Alienated Self begins from a daily doubt: when content appears exactly when we “want it,” are our desires truly ours—or system-predicted outcomes? The work externalizes this loss of control by creating a space where the “cracks of identity” become visible, not resolved.
Trigger: The Algorithmic Gaze
In the attention economy, each click, pause, and linger becomes data. Over time, the system doesn’t just recommend—it anticipates, nudges, and quietly scripts behavior. Alienated Self treats this as a psychological condition: you are always “choosing,” yet always responding to prearranged bait.
Spatial Setup: Between Two Screens
The audience stands between two screens, becoming both viewer and variable. The installation refuses a single stable “self-image.” Instead, it constructs a structure of fractures—deviations, blurriness, repetition, and disruption—so the act of watching becomes a confrontation with being watched.

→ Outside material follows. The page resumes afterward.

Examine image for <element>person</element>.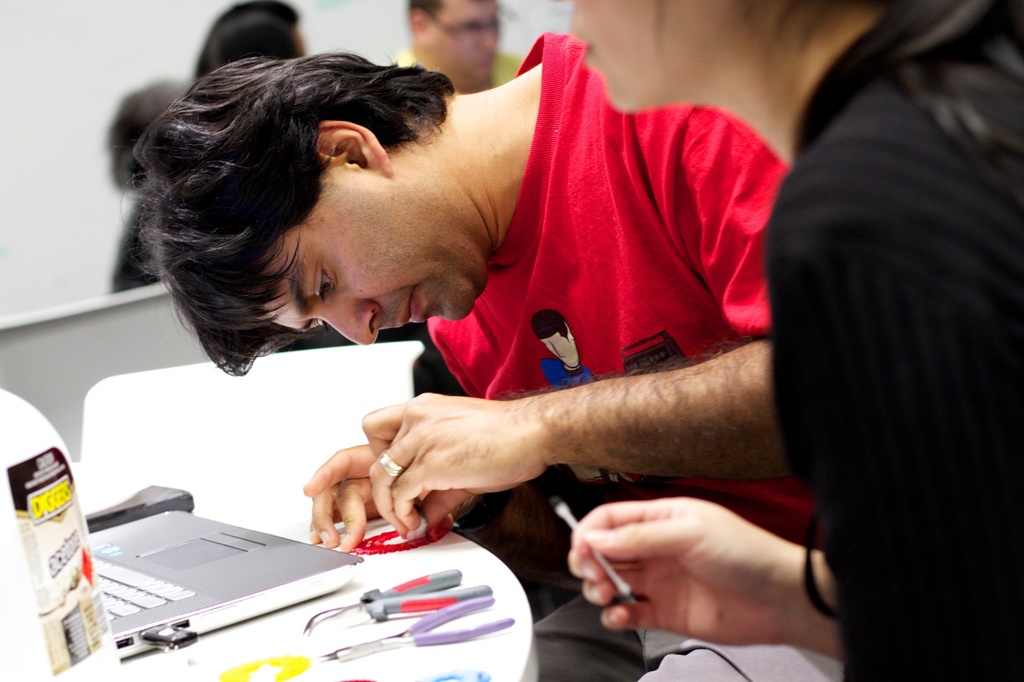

Visual Language: Real Captures vs Data Shadows
The images shift between real captures and data shadows, often hovering in-between. What appears may be you, a predicted value, your past self, or an extracted outline—never fully confirmable. The work replaces the question “Who are you?” with the challenge: “Have you been defined?”
The “Fourth Screen”: Language as Interference
Language is not narration. It functions as rhythmic “noise”—interruption and counter-gaze—resisting the smooth flow of images. Text becomes an active disturbance that breaks passive consumption and exposes the system’s framing power.
The project includes experiments and technical integration around real-time image generation and installation structure, including Stream Diffusion in TouchDesigner and iterative screen-configuration development (from multi-screen approaches toward a more focused two-screen gaze).
Outcome
Alienated Self offers no answers—only a perceptual space where algorithmic identity becomes visible as fragmentation. For the artist, it is an externalization of anxiety about growing up inside technology, and a doubt about whether the “self” can still exist under prediction.